Dallas Cowboys offensive lineman Travis Frederick has been sidelined for the past few weeks during the team’s training camp due to health issues, and now he has a diagnosis. Frederick revealed on Twitter on Wednesday that he has Guillain-Barré syndrome, an autoimmune disease.

Frederick said was diagnosed after “a very extensive examination and discovery process.” He has received two treatments to address his condition over the past two days. “I am feeling much better from an overall strength perspective,” he added. “I will continue these treatments over the next few days. I am very optimistic about my condition and the immediate future, as I have been told that the illness was detected at a fairly early stage.”

Guillain-Barré syndrome (GBS) is a rare neurological disorder in which the body’s immune system mistakenly attacks part of its peripheral nervous system, the network of nerves located outside of the brain and spinal cord, according to the National Institute of Neurological Disorders and Stroke (NINDS).

The symptoms can range in severity from brief weakness to paralysis that can leave a person unable to breathe without assistance, the NINDS says. People typically have tingling hands and feet or pain in the legs or back, as well as weakness on both sides of the body, the NINDS says.

“You start to see weakness in your limbs, usually in the legs, that then goes up to the arms,” infectious disease expert Amesh A. Adalja, MD, senior scholar at the Johns Hopkins Center for Health Security, tells Yahoo Lifestyle. “It’s gradual and comes on over time, but it marches up your body.”

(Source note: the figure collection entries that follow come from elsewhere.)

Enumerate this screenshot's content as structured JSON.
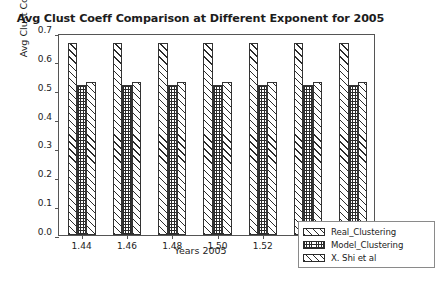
{
  "chart_data": {
    "type": "bar",
    "title": "Avg Clust Coeff Comparison at Different Exponent for 2005",
    "xlabel": "Years 2005",
    "ylabel": "Avg Clust Coeff",
    "categories": [
      "1.44",
      "1.46",
      "1.48",
      "1.50",
      "1.52",
      "1.54",
      "1.56"
    ],
    "series": [
      {
        "name": "Real_Clustering",
        "hatch": "diagonal",
        "values": [
          0.665,
          0.665,
          0.665,
          0.665,
          0.665,
          0.665,
          0.665
        ]
      },
      {
        "name": "Model_Clustering",
        "hatch": "grid",
        "values": [
          0.52,
          0.52,
          0.52,
          0.52,
          0.52,
          0.52,
          0.52
        ]
      },
      {
        "name": "X. Shi et al",
        "hatch": "diagonal",
        "values": [
          0.53,
          0.53,
          0.53,
          0.53,
          0.53,
          0.53,
          0.53
        ]
      }
    ],
    "ylim": [
      0.0,
      0.7
    ],
    "yticks": [
      "0.0",
      "0.1",
      "0.2",
      "0.3",
      "0.4",
      "0.5",
      "0.6",
      "0.7"
    ],
    "xticks": [
      "1.44",
      "1.46",
      "1.48",
      "1.50",
      "1.52",
      "1.54",
      "1.56"
    ],
    "grid": false,
    "legend_position": "lower right",
    "colors": {
      "bar_edge": "#333333",
      "bar_face": "#ffffff",
      "hatch": "#2b2b2b",
      "axis": "#555555",
      "text": "#1c1c1c"
    }
  }
}
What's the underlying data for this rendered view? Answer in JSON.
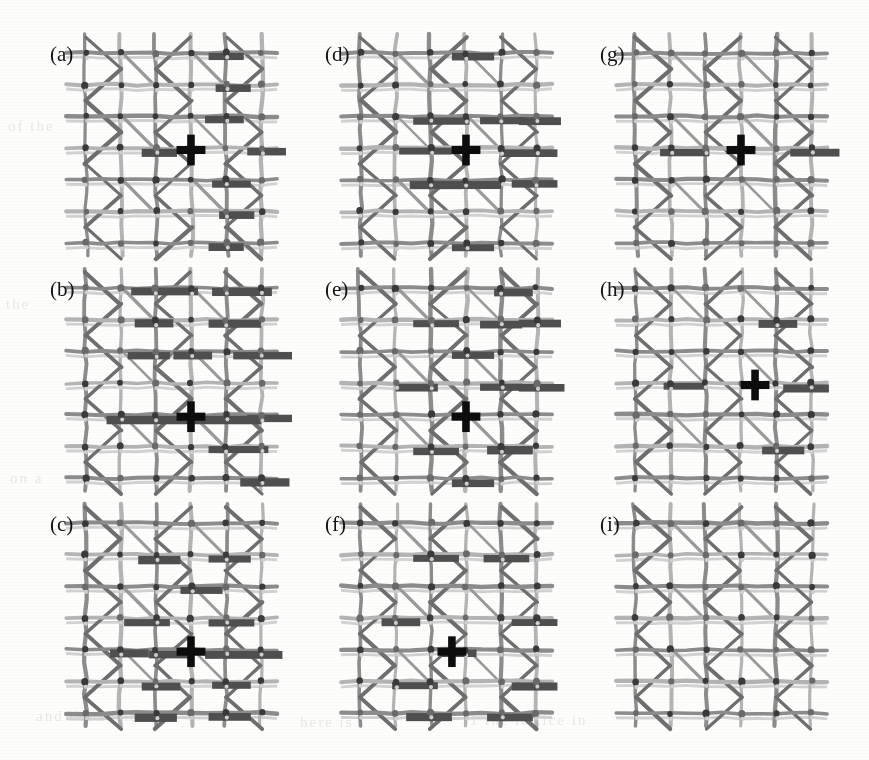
{
  "figure": {
    "title_visible": false,
    "kind": "multi-panel lattice network figure",
    "background_color": "#fdfdfc",
    "panel_rows": 3,
    "panel_cols": 3,
    "label_color": "#121212",
    "colors": {
      "grid_light": "#b4b4b4",
      "grid_mid": "#8c8c8c",
      "diagonal": "#6e6e6e",
      "bar_dark": "#4f4f4f",
      "node": "#3a3a3a",
      "marker": "#0d0d0d",
      "background": "#fdfdfc"
    },
    "legend_visible": false,
    "axes_visible": false
  },
  "chart_data": {
    "type": "diagram-grid",
    "title": "",
    "xlabel": "",
    "ylabel": "",
    "lattice": {
      "cols": 6,
      "rows": 7,
      "col_spacing": 39,
      "row_spacing": 33,
      "node_radius": 3.1
    },
    "panels": [
      {
        "id": "a",
        "label": "(a)",
        "row": 0,
        "col": 0,
        "marker": {
          "visible": true,
          "gx": 3,
          "gy": 3
        },
        "bars": [
          {
            "gx": 3.5,
            "gy": 0,
            "len": 1.0
          },
          {
            "gx": 3.7,
            "gy": 1,
            "len": 1.0
          },
          {
            "gx": 3.4,
            "gy": 2,
            "len": 1.1
          },
          {
            "gx": 1.6,
            "gy": 3,
            "len": 1.0
          },
          {
            "gx": 4.6,
            "gy": 3,
            "len": 1.1
          },
          {
            "gx": 3.6,
            "gy": 4,
            "len": 1.1
          },
          {
            "gx": 3.8,
            "gy": 5,
            "len": 1.0
          },
          {
            "gx": 3.5,
            "gy": 6,
            "len": 1.0
          }
        ]
      },
      {
        "id": "b",
        "label": "(b)",
        "row": 1,
        "col": 0,
        "marker": {
          "visible": true,
          "gx": 3,
          "gy": 4
        },
        "bars": [
          {
            "gx": 1.3,
            "gy": 0,
            "len": 1.9
          },
          {
            "gx": 3.6,
            "gy": 0,
            "len": 1.7
          },
          {
            "gx": 1.4,
            "gy": 1,
            "len": 1.1
          },
          {
            "gx": 3.5,
            "gy": 1,
            "len": 1.5
          },
          {
            "gx": 1.2,
            "gy": 2,
            "len": 1.2
          },
          {
            "gx": 2.5,
            "gy": 2,
            "len": 1.1
          },
          {
            "gx": 4.2,
            "gy": 2,
            "len": 1.8
          },
          {
            "gx": 0.6,
            "gy": 4,
            "len": 4.4
          },
          {
            "gx": 4.6,
            "gy": 4,
            "len": 1.6
          },
          {
            "gx": 3.5,
            "gy": 5,
            "len": 1.7
          },
          {
            "gx": 4.4,
            "gy": 6,
            "len": 1.4
          }
        ]
      },
      {
        "id": "c",
        "label": "(c)",
        "row": 2,
        "col": 0,
        "marker": {
          "visible": true,
          "gx": 3,
          "gy": 4
        },
        "bars": [
          {
            "gx": 1.5,
            "gy": 1,
            "len": 1.2
          },
          {
            "gx": 3.5,
            "gy": 1,
            "len": 1.2
          },
          {
            "gx": 2.7,
            "gy": 2,
            "len": 1.2
          },
          {
            "gx": 1.1,
            "gy": 3,
            "len": 1.3
          },
          {
            "gx": 3.5,
            "gy": 3,
            "len": 1.3
          },
          {
            "gx": 0.7,
            "gy": 4,
            "len": 1.1
          },
          {
            "gx": 1.8,
            "gy": 4,
            "len": 1.2
          },
          {
            "gx": 3.4,
            "gy": 4,
            "len": 2.2
          },
          {
            "gx": 1.6,
            "gy": 5,
            "len": 1.1
          },
          {
            "gx": 3.6,
            "gy": 5,
            "len": 1.1
          },
          {
            "gx": 1.4,
            "gy": 6,
            "len": 1.2
          },
          {
            "gx": 3.5,
            "gy": 6,
            "len": 1.2
          }
        ]
      },
      {
        "id": "d",
        "label": "(d)",
        "row": 0,
        "col": 1,
        "marker": {
          "visible": true,
          "gx": 3,
          "gy": 3
        },
        "bars": [
          {
            "gx": 2.6,
            "gy": 0,
            "len": 1.2
          },
          {
            "gx": 1.5,
            "gy": 2,
            "len": 1.6
          },
          {
            "gx": 3.4,
            "gy": 2,
            "len": 1.3
          },
          {
            "gx": 4.5,
            "gy": 2,
            "len": 1.2
          },
          {
            "gx": 1.1,
            "gy": 3,
            "len": 1.5
          },
          {
            "gx": 4.0,
            "gy": 3,
            "len": 1.6
          },
          {
            "gx": 1.4,
            "gy": 4,
            "len": 1.5
          },
          {
            "gx": 2.8,
            "gy": 4,
            "len": 1.2
          },
          {
            "gx": 4.3,
            "gy": 4,
            "len": 1.3
          },
          {
            "gx": 2.6,
            "gy": 6,
            "len": 1.2
          }
        ]
      },
      {
        "id": "e",
        "label": "(e)",
        "row": 1,
        "col": 1,
        "marker": {
          "visible": true,
          "gx": 3,
          "gy": 4
        },
        "bars": [
          {
            "gx": 3.8,
            "gy": 0,
            "len": 1.1
          },
          {
            "gx": 1.5,
            "gy": 1,
            "len": 1.3
          },
          {
            "gx": 3.4,
            "gy": 1,
            "len": 1.2
          },
          {
            "gx": 4.5,
            "gy": 1,
            "len": 1.2
          },
          {
            "gx": 2.6,
            "gy": 2,
            "len": 1.2
          },
          {
            "gx": 1.0,
            "gy": 3,
            "len": 1.2
          },
          {
            "gx": 3.4,
            "gy": 3,
            "len": 1.2
          },
          {
            "gx": 4.5,
            "gy": 3,
            "len": 1.3
          },
          {
            "gx": 1.5,
            "gy": 5,
            "len": 1.3
          },
          {
            "gx": 3.6,
            "gy": 5,
            "len": 1.3
          },
          {
            "gx": 2.6,
            "gy": 6,
            "len": 1.2
          }
        ]
      },
      {
        "id": "f",
        "label": "(f)",
        "row": 2,
        "col": 1,
        "marker": {
          "visible": true,
          "gx": 2.6,
          "gy": 4
        },
        "bars": [
          {
            "gx": 1.5,
            "gy": 1,
            "len": 1.3
          },
          {
            "gx": 3.5,
            "gy": 1,
            "len": 1.3
          },
          {
            "gx": 0.6,
            "gy": 3,
            "len": 1.1
          },
          {
            "gx": 4.3,
            "gy": 3,
            "len": 1.3
          },
          {
            "gx": 2.3,
            "gy": 4,
            "len": 1.0
          },
          {
            "gx": 0.9,
            "gy": 5,
            "len": 1.3
          },
          {
            "gx": 4.3,
            "gy": 5,
            "len": 1.3
          },
          {
            "gx": 1.3,
            "gy": 6,
            "len": 1.3
          },
          {
            "gx": 3.6,
            "gy": 6,
            "len": 1.3
          }
        ]
      },
      {
        "id": "g",
        "label": "(g)",
        "row": 0,
        "col": 2,
        "marker": {
          "visible": true,
          "gx": 3,
          "gy": 3
        },
        "bars": [
          {
            "gx": 0.7,
            "gy": 3,
            "len": 1.4
          },
          {
            "gx": 4.4,
            "gy": 3,
            "len": 1.4
          }
        ]
      },
      {
        "id": "h",
        "label": "(h)",
        "row": 1,
        "col": 2,
        "marker": {
          "visible": true,
          "gx": 3.4,
          "gy": 3
        },
        "bars": [
          {
            "gx": 3.5,
            "gy": 1,
            "len": 1.1
          },
          {
            "gx": 0.8,
            "gy": 3,
            "len": 1.2
          },
          {
            "gx": 4.2,
            "gy": 3,
            "len": 1.3
          },
          {
            "gx": 3.6,
            "gy": 5,
            "len": 1.2
          }
        ]
      },
      {
        "id": "i",
        "label": "(i)",
        "row": 2,
        "col": 2,
        "marker": {
          "visible": false,
          "gx": 3,
          "gy": 3
        },
        "bars": []
      }
    ]
  },
  "ghost_text": [
    {
      "text": "of the",
      "x": 8,
      "y": 118
    },
    {
      "text": "the",
      "x": 6,
      "y": 296
    },
    {
      "text": "on a",
      "x": 10,
      "y": 470
    },
    {
      "text": "and the same",
      "x": 36,
      "y": 708
    },
    {
      "text": "here is",
      "x": 300,
      "y": 714
    },
    {
      "text": "1 the  lattice  in",
      "x": 470,
      "y": 712
    },
    {
      "text": "in  the",
      "x": 748,
      "y": 706
    }
  ]
}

GBS is rare — it affects just one in 100,000 people each year, according to NINDS estimates.

Frederick didn’t reveal how he contracted GBS, if he knows at all, but people typically develop it after having an infection, Adalja says. “One of the most common inciting factors is an infection of some sort that starts an autoimmune process,” he says. It can be a food-borne infection, like Campylobacteriosis, or a virus like Zika, or even the flu, Adalja says. “Technically, any infection can cause it, but we don’t know why some people get it after an infection and others don’t,” he says.

There’s no single cure for GBS, but the disease is usually treated with plasma exchange, which involves extracting plasma from blood before returning it to the patient, or high-dose immunoglobulin therapy, which is an injection of proteins that the immune system naturally makes to attack infecting organisms, Adalja says.

“Over time, people do see improvement, but sometimes they can be left with permanent deficits,” Adalja says. Some people may have to undergo physical therapy, depending on how severe their illness was. Luckily, 70 percent of people with GBS eventually have a full recovery, the NINDS says.

While Frederick’s doctors have told him “that it is not possible to determine a time table for a return to the field right now,” he said he’s hopeful that he’ll “be able to play as soon as possible.”